DBLGDec 12, 2020

Are We Ready For Learned Cardinality Estimation?

arXiv:2012.06743v4156 citations
AI Analysis

This study provides a comprehensive evaluation for database researchers and practitioners on the practical challenges and limitations of deploying learned cardinality estimators in real database systems, offering guidance for future research.

This paper evaluates the readiness of learned cardinality estimation models for production deployment. It finds that while learned models are more accurate than traditional methods in static environments, they incur high training and inference costs. In dynamic environments, they struggle with frequent data updates and exhibit unpredictable behavior due to changes in data characteristics like correlation and skewness.

Cardinality estimation is a fundamental but long unresolved problem in query optimization. Recently, multiple papers from different research groups consistently report that learned models have the potential to replace existing cardinality estimators. In this paper, we ask a forward-thinking question: Are we ready to deploy these learned cardinality models in production? Our study consists of three main parts. Firstly, we focus on the static environment (i.e., no data updates) and compare five new learned methods with eight traditional methods on four real-world datasets under a unified workload setting. The results show that learned models are indeed more accurate than traditional methods, but they often suffer from high training and inference costs. Secondly, we explore whether these learned models are ready for dynamic environments (i.e., frequent data updates). We find that they cannot catch up with fast data up-dates and return large errors for different reasons. For less frequent updates, they can perform better but there is no clear winner among themselves. Thirdly, we take a deeper look into learned models and explore when they may go wrong. Our results show that the performance of learned methods can be greatly affected by the changes in correlation, skewness, or domain size. More importantly, their behaviors are much harder to interpret and often unpredictable. Based on these findings, we identify two promising research directions (control the cost of learned models and make learned models trustworthy) and suggest a number of research opportunities. We hope that our study can guide researchers and practitioners to work together to eventually push learned cardinality estimators into real database systems.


**WHAT YOU SHOULD DO**
Each line below that includes "title" counts once; report the total and nothing more.

**GIVEN DATA**

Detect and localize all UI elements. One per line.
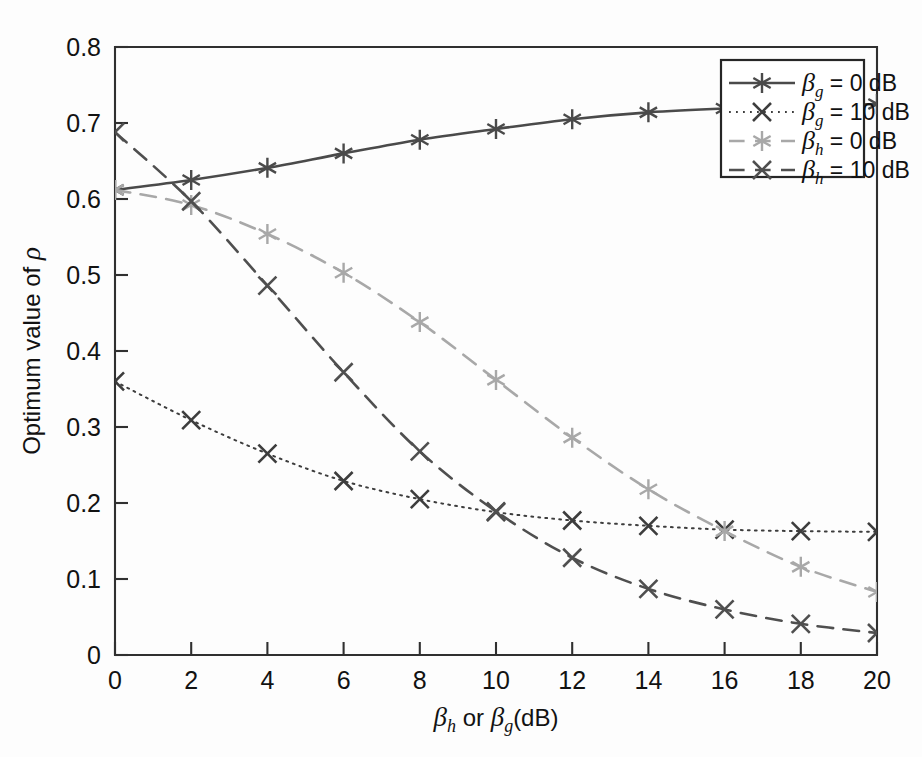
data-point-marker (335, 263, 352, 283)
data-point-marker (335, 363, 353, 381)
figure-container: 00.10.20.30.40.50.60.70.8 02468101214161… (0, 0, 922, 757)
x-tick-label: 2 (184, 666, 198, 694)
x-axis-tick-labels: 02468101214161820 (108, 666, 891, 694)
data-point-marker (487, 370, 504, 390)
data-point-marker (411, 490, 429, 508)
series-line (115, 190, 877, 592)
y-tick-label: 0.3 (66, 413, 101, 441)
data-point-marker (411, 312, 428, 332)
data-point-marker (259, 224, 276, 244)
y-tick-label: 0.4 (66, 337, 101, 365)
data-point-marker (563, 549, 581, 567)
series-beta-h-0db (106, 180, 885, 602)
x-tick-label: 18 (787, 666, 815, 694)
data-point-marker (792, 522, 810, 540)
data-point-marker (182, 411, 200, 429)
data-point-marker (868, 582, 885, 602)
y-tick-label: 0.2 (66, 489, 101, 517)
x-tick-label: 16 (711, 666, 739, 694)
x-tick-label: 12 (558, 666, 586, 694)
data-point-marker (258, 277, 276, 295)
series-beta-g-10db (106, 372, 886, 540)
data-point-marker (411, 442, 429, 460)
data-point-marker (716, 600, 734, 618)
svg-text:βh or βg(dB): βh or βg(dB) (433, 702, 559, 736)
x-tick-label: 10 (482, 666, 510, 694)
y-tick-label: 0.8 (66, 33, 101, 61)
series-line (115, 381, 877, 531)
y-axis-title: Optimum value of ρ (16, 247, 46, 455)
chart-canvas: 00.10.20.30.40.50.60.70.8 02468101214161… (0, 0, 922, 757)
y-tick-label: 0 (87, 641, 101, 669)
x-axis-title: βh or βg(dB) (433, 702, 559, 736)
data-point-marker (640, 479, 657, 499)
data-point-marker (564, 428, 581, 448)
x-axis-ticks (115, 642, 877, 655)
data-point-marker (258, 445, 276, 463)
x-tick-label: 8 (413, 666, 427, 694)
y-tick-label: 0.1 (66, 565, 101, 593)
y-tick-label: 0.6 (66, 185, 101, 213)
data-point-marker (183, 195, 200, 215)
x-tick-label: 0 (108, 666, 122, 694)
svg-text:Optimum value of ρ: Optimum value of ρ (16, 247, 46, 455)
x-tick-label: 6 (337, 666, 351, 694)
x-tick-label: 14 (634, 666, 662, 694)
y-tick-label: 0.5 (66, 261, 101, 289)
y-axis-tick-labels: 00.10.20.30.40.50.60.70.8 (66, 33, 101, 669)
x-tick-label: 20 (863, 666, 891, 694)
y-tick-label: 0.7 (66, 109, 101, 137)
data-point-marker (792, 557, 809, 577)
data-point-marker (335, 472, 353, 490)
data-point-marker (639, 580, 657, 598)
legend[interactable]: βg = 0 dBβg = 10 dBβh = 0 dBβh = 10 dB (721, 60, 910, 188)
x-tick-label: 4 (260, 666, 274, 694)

**REPLY**
2